I’m an ardent walker—I clear at least six miles every day, going to and from work—but falling in step with people who fill the avenue as far as the horizon is a different experience. First, there’s the visceral solidarity of it all, a reminder you’re not alone in your depleted pacing, in your relentless anxiety. But there’s also the reminder of the city’s blessed diversity. Demographic representation is one thing—I was heartened to see people of color, Spanish speakers, elderly couples, drag queens—but a stubborn individuality was even more apparent, oddly enough, in the disposition of their walks, how one might slump forward or stride gracefully, whether she weaved impatiently through the crowd or locked arms with someone to keep time.

At one point, I looked to my right and realized I’d fallen in step with a tall, elegant man in striped white pants and a long, white cotton robe. His face and his handsome shock of blond hair were unmistakable.

“Reverend Billy!” I called to him.

The Reverend, if you don’t know him, is a New York City fixture—he preaches the good word of anticonsumerism with his Stop Shopping Choir and the Not Buying It Band. They’ve supported grassroots uprisings for years—Occupy Wall Street, Black Lives Matter. They’ve even traveled outside of state lines to protest mountaintop removal in Appalachia.

We marched for a while together and chatted about the election. Billy was somber but managed to eke out a few jokes. He said he never thought he’d see the day that an angry, blond Elvis impersonator would be our president. “But that’s me!” he said, chuckling. “Well not the president part, but everything else.”

Marchers stopped to take his picture and shake his hand as we walked. “You know, we have to rethink our relationship with narrative,” he said. “I’ve been watching Trump and watching his ability to manipulate language. We need to discover a new way of speaking to each other that is more intimate. We need, like, the relationship equivalent of a CSA.”
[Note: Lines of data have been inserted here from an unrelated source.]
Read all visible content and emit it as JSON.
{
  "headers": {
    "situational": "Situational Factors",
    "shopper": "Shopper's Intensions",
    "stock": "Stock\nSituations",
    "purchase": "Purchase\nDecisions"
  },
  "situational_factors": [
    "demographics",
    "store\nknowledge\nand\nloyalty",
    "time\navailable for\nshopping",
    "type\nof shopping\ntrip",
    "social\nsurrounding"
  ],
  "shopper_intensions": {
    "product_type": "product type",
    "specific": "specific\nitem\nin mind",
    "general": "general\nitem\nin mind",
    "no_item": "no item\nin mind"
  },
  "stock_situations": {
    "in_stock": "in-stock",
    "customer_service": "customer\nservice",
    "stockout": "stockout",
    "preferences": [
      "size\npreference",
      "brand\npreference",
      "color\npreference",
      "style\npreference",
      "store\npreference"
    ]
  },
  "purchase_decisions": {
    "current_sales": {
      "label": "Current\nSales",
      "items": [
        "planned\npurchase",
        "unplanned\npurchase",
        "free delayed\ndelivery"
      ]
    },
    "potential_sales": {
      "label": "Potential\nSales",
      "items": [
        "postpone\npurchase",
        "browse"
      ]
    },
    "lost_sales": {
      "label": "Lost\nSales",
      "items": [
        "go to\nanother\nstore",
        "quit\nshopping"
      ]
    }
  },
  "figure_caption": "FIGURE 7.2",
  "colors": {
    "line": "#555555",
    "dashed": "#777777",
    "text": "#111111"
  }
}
He resignedly gestured to street signs and bored passerby on the side of the street as we chatted, pointing out glossy storefronts as evidence of a neighborhood that had become devoid of community intimacy—places that have become vapid, in his words. Before I moved on to chat with other marchers, he pointed out a pile of fresh asphalt on the side of the street, then smiled at me, wearily.

“You know, we’re rehumanizing this avenue, just by walking on it.”

Wei Tchou is a member of The New Yorker’s editorial staff and is one of the Daily’s correspondents.